Carrie Fisher was a noted sufferer of bipolar disorder, also known as manic depression. She did a lot of work to help spread awareness of the condition; if you want to know more, there are several obituary articles talking about this aspect of her work.
Another sufferer, Stephen Fry, did a wonderful documentary a few years ago in which he interviewed her and numerous other sufferers. Watch this, please – bipolar is very poorly understood by the general public.
It is characterized by medium-term periods of depression and periods of elevated mood that can be extreme to the point of being debilitating or psychotic. Yes, elevated mood can be debilitating.
A key feature is that the depression and mood-elevation aren’t necessarily triggered or explainable by anything real or rational, and thus can be hard to treat through talk-based therapy.
The disorder is a lot more complex than I describe here. Please look it up in Wikipedia or watch the aforementioned documentary to get a fuller picture.

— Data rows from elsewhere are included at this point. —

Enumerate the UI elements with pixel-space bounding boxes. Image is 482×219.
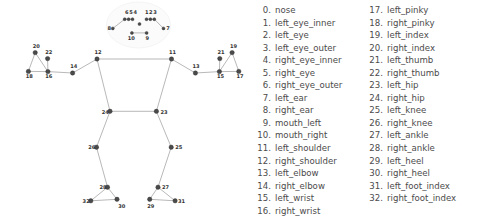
landmark-node-left_knee[interactable] <box>169 145 173 149</box>
landmark-number-mouth_left: 9 <box>145 35 149 41</box>
landmark-node-right_ear[interactable] <box>111 27 114 30</box>
legend-item-index: 28. <box>367 142 383 155</box>
legend-item: 23.left_hip <box>367 79 482 92</box>
landmark-node-right_heel[interactable] <box>115 197 119 201</box>
legend-item-index: 31. <box>367 180 383 193</box>
legend-item-label: right_knee <box>383 117 433 130</box>
legend-item-index: 15. <box>255 192 271 205</box>
legend-column-right: 17.left_pinky18.right_pinky19.left_index… <box>367 4 482 219</box>
landmark-node-left_elbow[interactable] <box>193 71 197 75</box>
landmark-number-right_wrist: 16 <box>45 73 53 79</box>
legend-item-label: right_pinky <box>383 17 435 30</box>
legend-item-index: 5. <box>255 67 271 80</box>
landmark-number-right_thumb: 22 <box>45 49 53 55</box>
legend-item-index: 27. <box>367 129 383 142</box>
legend-item-index: 9. <box>255 117 271 130</box>
skeleton-edge-right_pinky-to-right_index <box>28 53 35 72</box>
landmark-legend-panel: 0.nose1.left_eye_inner2.left_eye3.left_e… <box>255 0 482 219</box>
landmark-number-left_heel: 29 <box>147 203 155 209</box>
legend-item-label: right_eye <box>271 67 315 80</box>
legend-item: 0.nose <box>255 4 367 17</box>
legend-item-label: left_shoulder <box>271 142 331 155</box>
landmark-number-left_knee: 25 <box>175 144 183 150</box>
landmark-node-left_index[interactable] <box>230 50 234 54</box>
landmark-node-right_elbow[interactable] <box>70 71 74 75</box>
skeleton-diagram-panel: 1234567891011121314151617181920212223242… <box>0 0 255 219</box>
landmark-node-right_shoulder[interactable] <box>95 57 99 61</box>
legend-item-index: 17. <box>367 4 383 17</box>
landmark-number-left_ankle: 27 <box>162 184 170 190</box>
legend-item: 1.left_eye_inner <box>255 17 367 30</box>
legend-item: 26.right_knee <box>367 117 482 130</box>
skeleton-edge-right_wrist-to-right_index <box>35 53 48 72</box>
legend-item: 25.left_knee <box>367 104 482 117</box>
legend-item-index: 3. <box>255 42 271 55</box>
skeleton-edge-left_wrist-to-left_index <box>219 53 232 72</box>
landmark-number-right_foot_index: 32 <box>83 198 91 204</box>
skeleton-edge-right_hip-to-right_knee <box>97 111 111 147</box>
legend-item-label: right_foot_index <box>383 192 456 205</box>
landmark-node-right_eye[interactable] <box>127 18 130 21</box>
landmark-node-left_eye_outer[interactable] <box>153 18 156 21</box>
legend-item-label: left_elbow <box>271 167 319 180</box>
legend-item-label: left_knee <box>383 104 426 117</box>
legend-item-index: 29. <box>367 155 383 168</box>
legend-item-label: left_eye <box>271 29 309 42</box>
landmark-node-right_eye_outer[interactable] <box>123 18 126 21</box>
legend-item: 27.left_ankle <box>367 129 482 142</box>
landmark-number-left_eye_outer: 3 <box>153 9 157 15</box>
legend-item-label: right_elbow <box>271 180 325 193</box>
landmark-number-right_elbow: 14 <box>70 63 78 69</box>
landmark-node-left_ankle[interactable] <box>156 185 160 189</box>
landmark-node-left_ear[interactable] <box>162 27 165 30</box>
landmark-node-right_index[interactable] <box>33 50 37 54</box>
legend-item-index: 25. <box>367 104 383 117</box>
skeleton-edge-left_pinky-to-left_index <box>232 53 239 72</box>
landmark-number-right_eye_outer: 6 <box>125 9 129 15</box>
legend-item-index: 8. <box>255 104 271 117</box>
landmark-node-left_heel[interactable] <box>148 197 152 201</box>
legend-item: 13.left_elbow <box>255 167 367 180</box>
landmark-node-left_hip[interactable] <box>154 109 158 113</box>
landmark-node-right_eye_inner[interactable] <box>131 18 134 21</box>
landmark-node-nose[interactable] <box>138 23 141 26</box>
legend-item: 8.right_ear <box>255 104 367 117</box>
legend-item-label: left_pinky <box>383 4 428 17</box>
legend-column-left: 0.nose1.left_eye_inner2.left_eye3.left_e… <box>255 4 367 219</box>
landmark-node-right_thumb[interactable] <box>45 56 49 60</box>
landmark-number-left_pinky: 17 <box>237 73 245 79</box>
legend-item-index: 0. <box>255 4 271 17</box>
landmark-number-right_index: 20 <box>33 43 41 49</box>
landmark-node-left_foot_index[interactable] <box>173 199 177 203</box>
legend-item-label: left_ear <box>271 92 307 105</box>
skeleton-edge-left_hip-to-left_knee <box>156 111 171 147</box>
landmark-number-right_ear: 8 <box>108 25 112 31</box>
legend-item: 2.left_eye <box>255 29 367 42</box>
legend-item: 18.right_pinky <box>367 17 482 30</box>
legend-item-label: right_ear <box>271 104 314 117</box>
landmark-node-left_shoulder[interactable] <box>169 57 173 61</box>
landmark-number-left_wrist: 15 <box>217 73 225 79</box>
legend-item-label: left_wrist <box>271 192 314 205</box>
legend-item: 12.right_shoulder <box>255 155 367 168</box>
legend-item-label: left_eye_outer <box>271 42 336 55</box>
legend-item-label: mouth_left <box>271 117 321 130</box>
legend-item-index: 18. <box>367 17 383 30</box>
pose-landmark-reference: 1234567891011121314151617181920212223242… <box>0 0 482 219</box>
legend-item: 16.right_wrist <box>255 205 367 218</box>
legend-item: 7.left_ear <box>255 92 367 105</box>
landmark-node-left_eye_inner[interactable] <box>145 18 148 21</box>
legend-item-index: 24. <box>367 92 383 105</box>
legend-item: 19.left_index <box>367 29 482 42</box>
legend-item-index: 22. <box>367 67 383 80</box>
landmark-node-left_eye[interactable] <box>149 18 152 21</box>
legend-item-index: 1. <box>255 17 271 30</box>
landmark-node-left_thumb[interactable] <box>218 56 222 60</box>
legend-item-index: 30. <box>367 167 383 180</box>
legend-item: 22.right_thumb <box>367 67 482 80</box>
landmark-number-left_elbow: 13 <box>193 63 201 69</box>
legend-item: 31.left_foot_index <box>367 180 482 193</box>
legend-item-index: 20. <box>367 42 383 55</box>
legend-item: 6.right_eye_outer <box>255 79 367 92</box>
legend-item-label: right_heel <box>383 167 430 180</box>
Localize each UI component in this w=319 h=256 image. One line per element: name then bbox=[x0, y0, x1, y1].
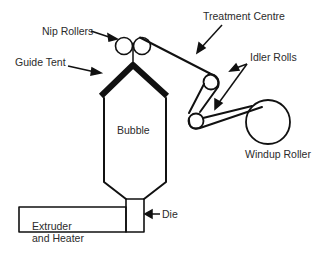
arrow-guide-tent-head bbox=[91, 68, 101, 75]
nip-roller-left bbox=[116, 38, 133, 55]
die-block bbox=[126, 199, 144, 232]
arrow-treatment-centre bbox=[201, 25, 222, 48]
label-idler-rolls: Idler Rolls bbox=[250, 51, 297, 63]
arrow-nip-rollers-head bbox=[108, 34, 117, 41]
label-extruder: Extruder bbox=[32, 220, 72, 232]
label-windup-roller: Windup Roller bbox=[245, 148, 311, 160]
label-extruder-heater: and Heater bbox=[32, 232, 84, 244]
label-nip-rollers: Nip Rollers bbox=[42, 25, 93, 37]
blown-film-diagram: Nip Rollers Treatment Centre Guide Tent … bbox=[0, 0, 319, 256]
arrow-idler-rolls-1-head bbox=[230, 64, 239, 71]
guide-tent bbox=[101, 65, 167, 96]
label-treatment-centre: Treatment Centre bbox=[203, 10, 285, 22]
nip-roller-right bbox=[134, 38, 151, 55]
label-guide-tent: Guide Tent bbox=[15, 56, 66, 68]
windup-roller bbox=[246, 100, 290, 144]
diagram-canvas bbox=[0, 0, 319, 256]
arrow-die-head bbox=[145, 210, 152, 218]
label-die: Die bbox=[162, 208, 178, 220]
label-bubble: Bubble bbox=[117, 124, 150, 136]
bubble-outline bbox=[104, 98, 166, 199]
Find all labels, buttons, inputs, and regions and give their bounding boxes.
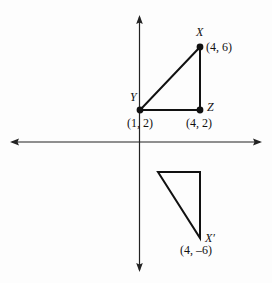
label-point-z: Z [207,101,214,113]
label-coord-y: (1, 2) [127,117,153,129]
coordinate-plane-figure: X (4, 6) Y (1, 2) Z (4, 2) X′ (4, –6) [0,0,272,283]
triangle-x-prime [158,172,200,238]
triangle-xyz [137,44,204,114]
triangle-x-prime-outline [158,172,200,238]
label-coord-x-prime: (4, –6) [180,244,212,256]
y-axis [136,15,143,272]
vertex-y-dot [137,107,144,114]
label-coord-z: (4, 2) [186,117,212,129]
label-coord-x: (4, 6) [206,41,232,53]
label-point-y: Y [130,91,137,103]
vertex-x-dot [197,44,204,51]
triangle-xyz-outline [140,47,200,110]
label-point-x: X [196,26,203,38]
vertex-z-dot [197,107,204,114]
x-axis [10,138,262,145]
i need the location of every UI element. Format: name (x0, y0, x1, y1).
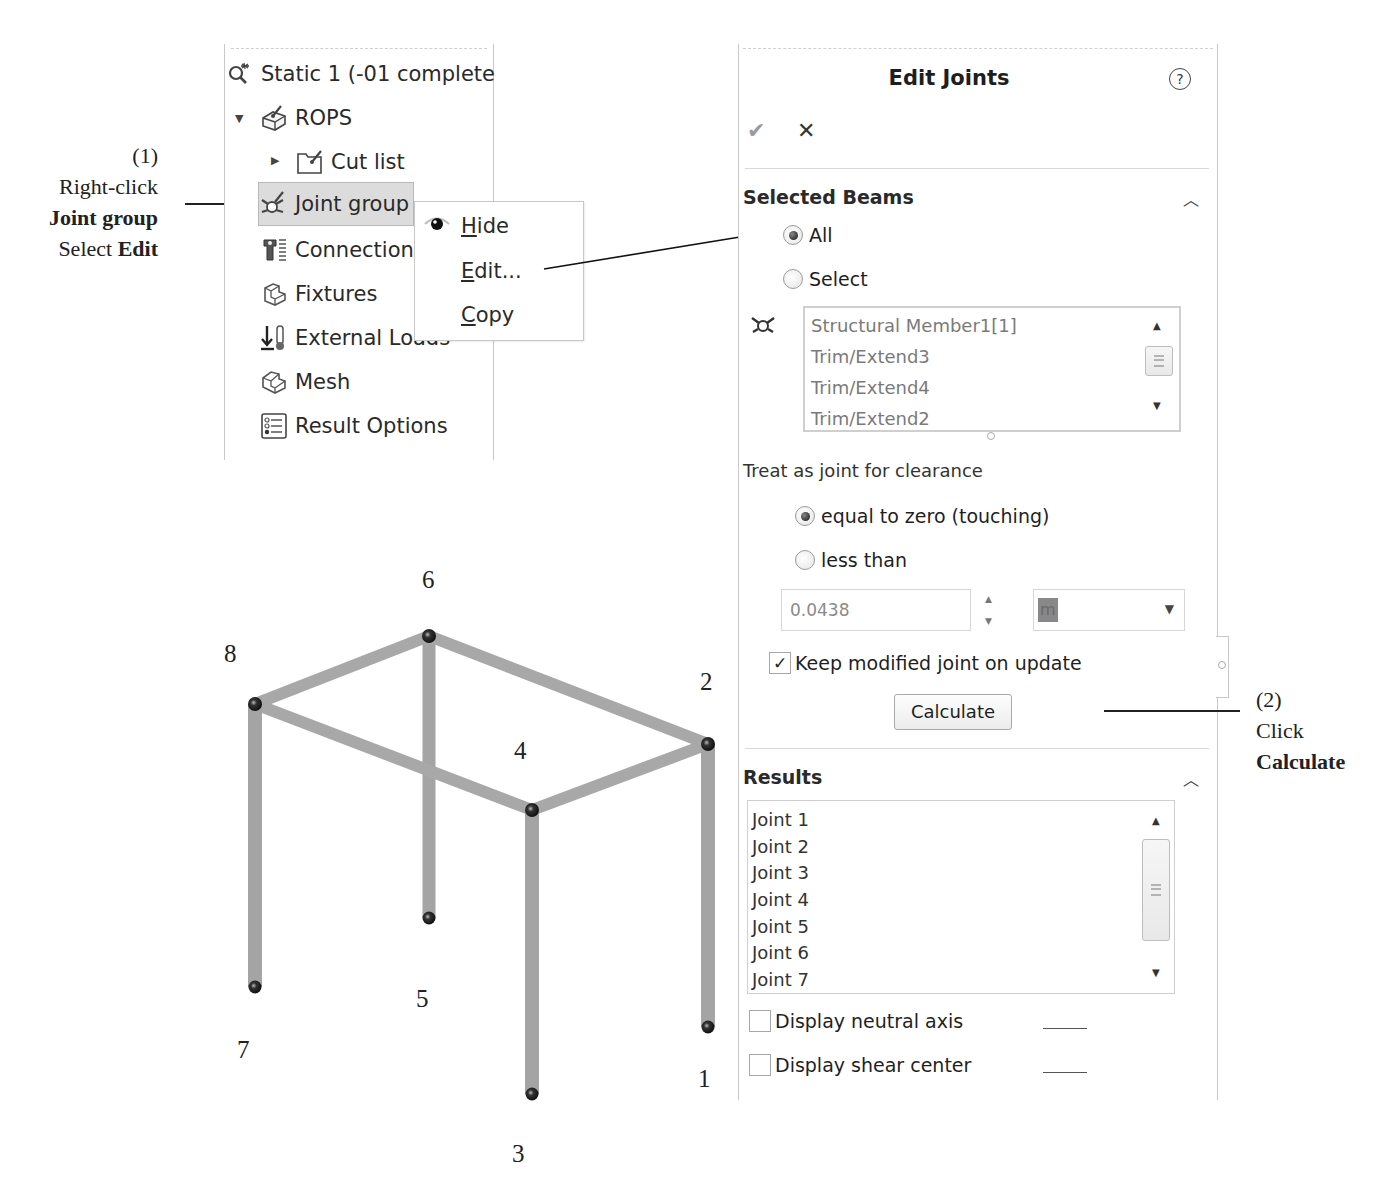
list-item[interactable]: Trim/Extend3 (811, 346, 930, 367)
keep-modified-checkbox[interactable]: ✓ (769, 652, 791, 674)
joint-label-3: 3 (512, 1140, 525, 1168)
help-icon[interactable]: ? (1169, 68, 1191, 90)
scroll-down-arrow-icon[interactable]: ▼ (1152, 967, 1160, 978)
scrollbar-thumb[interactable] (1142, 839, 1170, 941)
unit-dropdown[interactable]: m ▼ (1033, 589, 1185, 631)
section-header-selected-beams[interactable]: Selected Beams (743, 186, 914, 208)
display-neutral-axis-checkbox[interactable] (749, 1010, 771, 1032)
keep-modified-checkbox-row[interactable]: ✓ Keep modified joint on update (769, 652, 1082, 674)
clearance-value-input[interactable]: 0.0438 (781, 589, 971, 631)
collapse-chevron-up-icon[interactable]: ︿ (1183, 186, 1199, 210)
tree-item-label: Result Options (295, 414, 448, 438)
menu-item-label: dit... (474, 259, 521, 283)
result-options-icon (259, 412, 289, 440)
spin-up-arrow-icon[interactable]: ▲ (985, 594, 992, 604)
menu-item-hide[interactable]: Hide (461, 214, 509, 238)
ok-checkmark-icon[interactable]: ✔ (747, 118, 765, 143)
scroll-down-arrow-icon[interactable]: ▼ (1153, 400, 1161, 411)
radio-label: All (809, 224, 833, 246)
section-header-results[interactable]: Results (743, 766, 822, 788)
tree-item-fixtures[interactable]: Fixtures (259, 276, 377, 312)
tree-item-label: Cut list (331, 150, 405, 174)
collapse-chevron-up-icon[interactable]: ︿ (1183, 766, 1199, 790)
list-item[interactable]: Joint 3 (752, 862, 809, 883)
radio-select[interactable]: Select (783, 268, 868, 290)
radio-button-selected[interactable] (795, 506, 815, 526)
dropdown-arrow-icon[interactable]: ▼ (1165, 602, 1174, 616)
list-item[interactable]: Joint 2 (752, 836, 809, 857)
tree-item-cut-list[interactable]: Cut list (295, 144, 405, 180)
tree-item-result-options[interactable]: Result Options (259, 408, 448, 444)
joint-label-8: 8 (224, 640, 237, 668)
radio-less-than[interactable]: less than (795, 549, 907, 571)
menu-item-edit[interactable]: Edit... (461, 259, 522, 283)
tree-item-mesh[interactable]: Mesh (259, 364, 350, 400)
list-item[interactable]: Joint 4 (752, 889, 809, 910)
leader-line-step1 (185, 203, 225, 205)
display-neutral-axis-row[interactable]: Display neutral axis (749, 1010, 963, 1032)
joint-label-4: 4 (514, 737, 527, 765)
list-item[interactable]: Structural Member1[1] (811, 315, 1017, 336)
radio-label: Select (809, 268, 868, 290)
radio-all[interactable]: All (783, 224, 833, 246)
list-item[interactable]: Joint 1 (752, 809, 809, 830)
expand-caret-down-icon[interactable]: ▼ (235, 112, 243, 125)
menu-item-label: opy (476, 303, 515, 327)
joint-label-2: 2 (700, 668, 713, 696)
tree-item-connections[interactable]: Connections (259, 232, 425, 268)
step2-line2: Calculate (1256, 749, 1345, 774)
tree-item-rops[interactable]: ROPS (259, 100, 352, 136)
menu-item-copy[interactable]: Copy (461, 303, 514, 327)
menu-item-label: ide (477, 214, 509, 238)
list-item[interactable]: Trim/Extend2 (811, 408, 930, 429)
beams-listbox[interactable]: Structural Member1[1] Trim/Extend3 Trim/… (803, 306, 1181, 432)
list-item[interactable]: Joint 6 (752, 942, 809, 963)
neutral-axis-line-style[interactable] (1043, 1028, 1087, 1029)
tree-item-joint-group[interactable]: Joint group (258, 182, 414, 226)
resize-handle[interactable] (987, 432, 995, 440)
radio-button[interactable] (795, 550, 815, 570)
radio-equal-to-zero[interactable]: equal to zero (touching) (795, 505, 1049, 527)
radio-button[interactable] (783, 269, 803, 289)
checkbox-label: Display shear center (775, 1054, 971, 1076)
scrollbar-thumb[interactable] (1145, 346, 1173, 376)
joint-label-6: 6 (422, 566, 435, 594)
panel-collapse-tab[interactable] (1216, 636, 1229, 698)
tree-item-label: Connections (295, 238, 425, 262)
calculate-button[interactable]: Calculate (894, 694, 1012, 730)
annotation-step-2: (2) Click Calculate (1256, 684, 1345, 777)
arrow-edit-to-all (540, 225, 770, 275)
edit-joints-panel: Edit Joints ? ✔ ✕ Selected Beams ︿ All S… (738, 44, 1218, 1100)
unit-value: m (1038, 598, 1058, 622)
radio-button-selected[interactable] (783, 225, 803, 245)
leader-line-step2 (1104, 710, 1240, 712)
step2-line1: Click (1256, 715, 1345, 746)
step1-line3-bold: Edit (118, 236, 158, 261)
frame-model-viewport[interactable]: 1 2 3 4 5 6 7 8 (200, 560, 740, 1160)
results-listbox[interactable]: Joint 1 Joint 2 Joint 3 Joint 4 Joint 5 … (747, 800, 1175, 994)
step1-number: (1) (49, 140, 158, 171)
spin-down-arrow-icon[interactable]: ▼ (985, 616, 992, 626)
expand-caret-right-icon[interactable]: ▶ (271, 154, 279, 167)
divider (745, 748, 1209, 749)
frame-model-graphic (200, 560, 740, 1160)
list-item[interactable]: Joint 7 (752, 969, 809, 990)
cut-list-folder-icon (295, 148, 325, 176)
radio-label: less than (821, 549, 907, 571)
tree-item-static-study[interactable]: Static 1 (-01 complete (225, 56, 495, 92)
connections-icon (259, 236, 289, 264)
joint-group-icon (259, 190, 289, 218)
display-shear-center-row[interactable]: Display shear center (749, 1054, 971, 1076)
list-item[interactable]: Trim/Extend4 (811, 377, 930, 398)
scroll-up-arrow-icon[interactable]: ▲ (1153, 320, 1161, 331)
display-shear-center-checkbox[interactable] (749, 1054, 771, 1076)
cancel-x-icon[interactable]: ✕ (797, 118, 815, 143)
divider (745, 168, 1209, 169)
checkbox-label: Display neutral axis (775, 1010, 963, 1032)
scroll-up-arrow-icon[interactable]: ▲ (1152, 815, 1160, 826)
list-item[interactable]: Joint 5 (752, 916, 809, 937)
tree-top-border (231, 48, 487, 49)
panel-title: Edit Joints (739, 66, 1159, 90)
tree-item-label: ROPS (295, 106, 352, 130)
shear-center-line-style[interactable] (1043, 1072, 1087, 1073)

Folks with bipolar have elevated risk of early death from a number of disorders. I’m not crunching numbers, but there are reports in the literature of two-fold increases in risk from cardio-vascular disease, stroke, pulmonary disease, and more.
The exact mechanisms are unknown, but one that is likely is stress. Mental disorders impose a great deal of emotional stress on their sufferers, and this has a variety of negative health impacts.
If you’re saddened by Carrie Fisher’s passing, and feel inspired to do something as a result, spend an hour or two considering the ways in which you can reduce stress in the lives of people surrounding you by listening, being more compassionate, trying to understand the stresses they’re under, making fewer assumptions about the things they find challenging and stressful, and being more willing to give benefit of the doubt.
In short, be nice to each other, and may the force be with you.